National · 5 min read
When your investors' counsel says you need "D&O before closing," what you'll usually end up buying is management liability insurance — a package policy that bundles directors and officers coverage with employment practices liability and fiduciary liability under one carrier, one application, and one shared or separate set of limits. For seed through Series C companies, the package approach is almost always the right call: it's cheaper than buying lines separately, faster to place, and it covers the cluster of risks that actually generate claims against startup leadership teams. Here's what's inside the package, how it's structured, and why your board cares about each piece.
Management liability insurance is the umbrella term for coverages protecting a company and its leaders against claims arising from how the business is managed — as opposed to what it sells (that's tech E&O) or accidents on premises (that's general liability). For private venture-backed companies, the suite has three core parts: Coverage Protects Against Typical Startup Claimants Directors & Officers (D&O) Claims against leadership for decisions made running the company Investors, shareholders, co-founders, creditors, regulators Employment Practices Liability (EPLI) Wrongful termination, discrimination, harassment, retaliation claims Current and former employees, candidates Fiduciary Liability Mismanagement of employee benefit plans (e.g., the 401(k)) Plan participants, the Department of Labor Some carriers also offer crime/fidelity coverage (employee theft, funds-transfer fraud) as a fourth module in the same package.

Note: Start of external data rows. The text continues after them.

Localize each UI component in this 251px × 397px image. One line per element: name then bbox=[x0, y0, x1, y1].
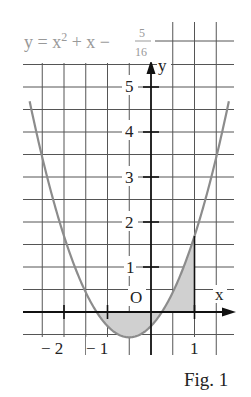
x-tick-label-neg2: − 2 bbox=[41, 339, 63, 358]
x-tick-label-1: 1 bbox=[190, 339, 199, 358]
equation-fraction-numerator: 5 bbox=[139, 26, 145, 40]
y-tick-label-2: 2 bbox=[125, 213, 134, 232]
x-axis-label: x bbox=[215, 285, 224, 304]
parabola-figure: 5 4 3 2 1 O − 2 − 1 1 x y y = x2 + x − 5… bbox=[0, 0, 251, 397]
svg-text:y = x2 + x −: y = x2 + x − bbox=[24, 30, 110, 52]
equation-lhs: y = x bbox=[24, 32, 61, 52]
x-tick-label-neg1: − 1 bbox=[86, 339, 108, 358]
y-tick-label-1: 1 bbox=[126, 258, 135, 277]
y-axis-label: y bbox=[158, 56, 167, 75]
y-tick-label-3: 3 bbox=[125, 168, 134, 187]
origin-label: O bbox=[130, 288, 142, 307]
x-axis-arrow-icon bbox=[222, 308, 236, 317]
figure-caption: Fig. 1 bbox=[184, 369, 228, 390]
y-axis-arrow-icon bbox=[147, 60, 156, 74]
equation-fraction-denominator: 16 bbox=[135, 45, 147, 59]
equation-rhs: + x − bbox=[67, 32, 110, 52]
y-tick-label-4: 4 bbox=[125, 122, 134, 141]
y-tick-label-5: 5 bbox=[125, 77, 134, 96]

D&O is the anchor — and the piece your term sheet explicitly requires. It pays to defend and resolve claims that founders, executives, and board members personally mismanaged the company: misrepresentation in a fundraise, breach of fiduciary duty in a down round, disputes with departed co-founders, or creditor claims if the company fails. The full mechanics — including the Side A/B/C structure that protects directors when the company can't — are covered in our founder's guide to directors and officers insurance. EPLI responds to the most statistically common claims against startups: employment claims. Terminations during layoffs or performance exits, discrimination and harassment allegations, misclassification of contractors, and wage-and-hour issues in states like California and New York. Because these suits routinely name individual executives alongside the company, EPLI and D&O are natural companions — and carriers price them better together. Fiduciary liability is the quiet one. The moment you sponsor a 401(k) or other ERISA benefit plan, whoever administers it owes fiduciary duties to participants — personally. Claims allege excessive fees, imprudent fund choices, or administrative errors. Premiums for this line are modest at startup scale, which is exactly why it makes sense to include rather than skip.